Date of Award

Fall 12-15-2022

Access Type

Thesis - Open Access

Degree Name

Master of Aerospace Engineering

Department

Aerospace Engineering

Committee Chair

Dr. Hever Moncayo

First Committee Member

Dr. Richard Prazenica

Second Committee Member

Dr. Maj Mirmirani

College Dean

Dr. James W. Gregory

Abstract

The use of autonomous flight vehicles has recently increased due to their versatility and capability of carrying out different type of missions in a wide range of flight conditions. Adequate commanded trajectory generation and modification, as well as high-performance trajectory tracking control laws have been an essential focus of researchers given that integration into the National Air Space (NAS) is becoming a primary need. However, the operational safety of these systems can be easily affected if abnormal flight conditions are present, thereby compromising the nominal bounds of design of the system's flight envelop and trajectory following. This thesis focuses on investigating methodologies for modeling, prediction, and protection of autonomous vehicle trajectories under normal and abnormal flight conditions. An Artificial Immune System (AIS) framework is implemented for fault detection and identification in combination with the multi-goal Rapidly-Exploring Random Tree (RRT*) path planning algorithm to generate safe trajectories based on a reduced flight envelope. A high-fidelity model of a fixed-wing unmanned aerial vehicle is used to demonstrate the capabilities of the approach by timely generating safe trajectories as an alternative to original paths, while integrating 3D occupancy maps to simulate obstacle avoidance within an urban environment.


[PROBLEM DESCRIPTION]
For the listing below, output exactly the lines from the line with "You are a GUI" up to and including the line with "Image resolution: width=1402", and no other lines.

Top of AVAILABLE RECORDS

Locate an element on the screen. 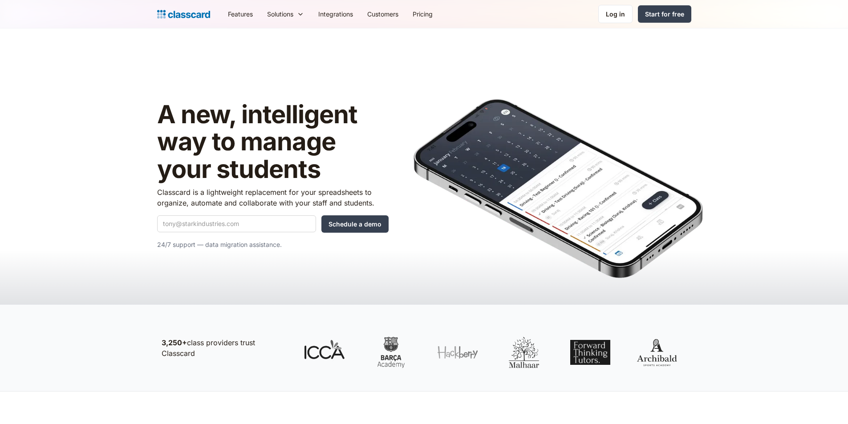  a: Log in is located at coordinates (615, 14).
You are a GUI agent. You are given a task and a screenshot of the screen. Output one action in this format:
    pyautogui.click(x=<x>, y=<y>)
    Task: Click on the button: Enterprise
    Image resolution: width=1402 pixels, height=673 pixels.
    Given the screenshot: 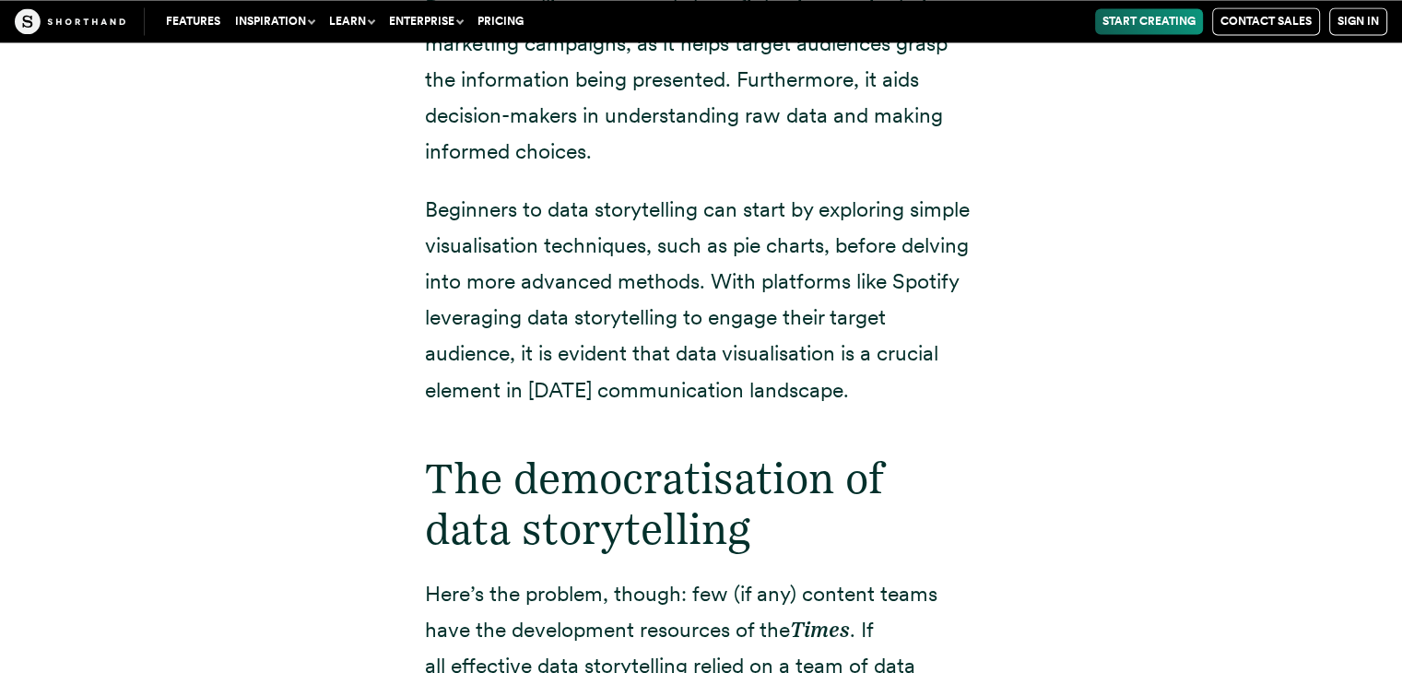 What is the action you would take?
    pyautogui.click(x=426, y=21)
    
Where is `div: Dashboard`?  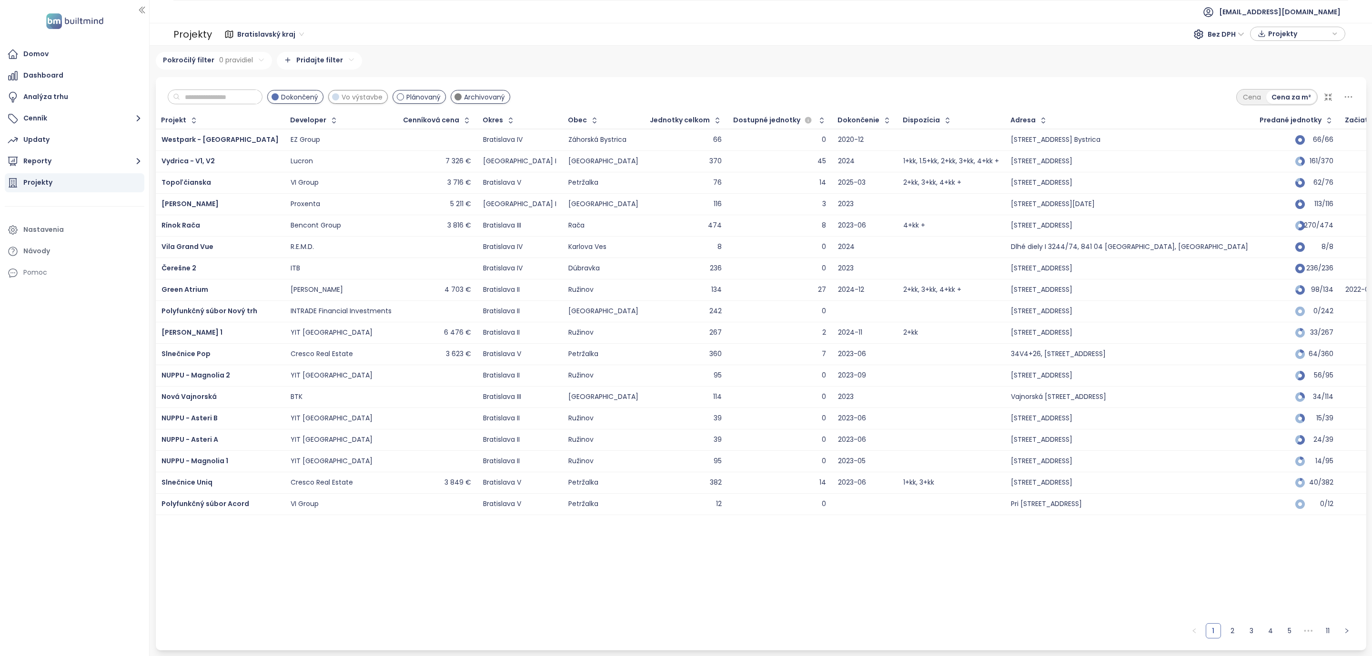 div: Dashboard is located at coordinates (43, 75).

Bottom of AVAILABLE RECORDS

[YOUR SOLUTION]
You are a GUI agent. You are given a task and a screenshot of the screen. Output one action in this format:
    pyautogui.click(x=<x>, y=<y>)
    Task: Click on the button: Enterprise
    Image resolution: width=1402 pixels, height=673 pixels.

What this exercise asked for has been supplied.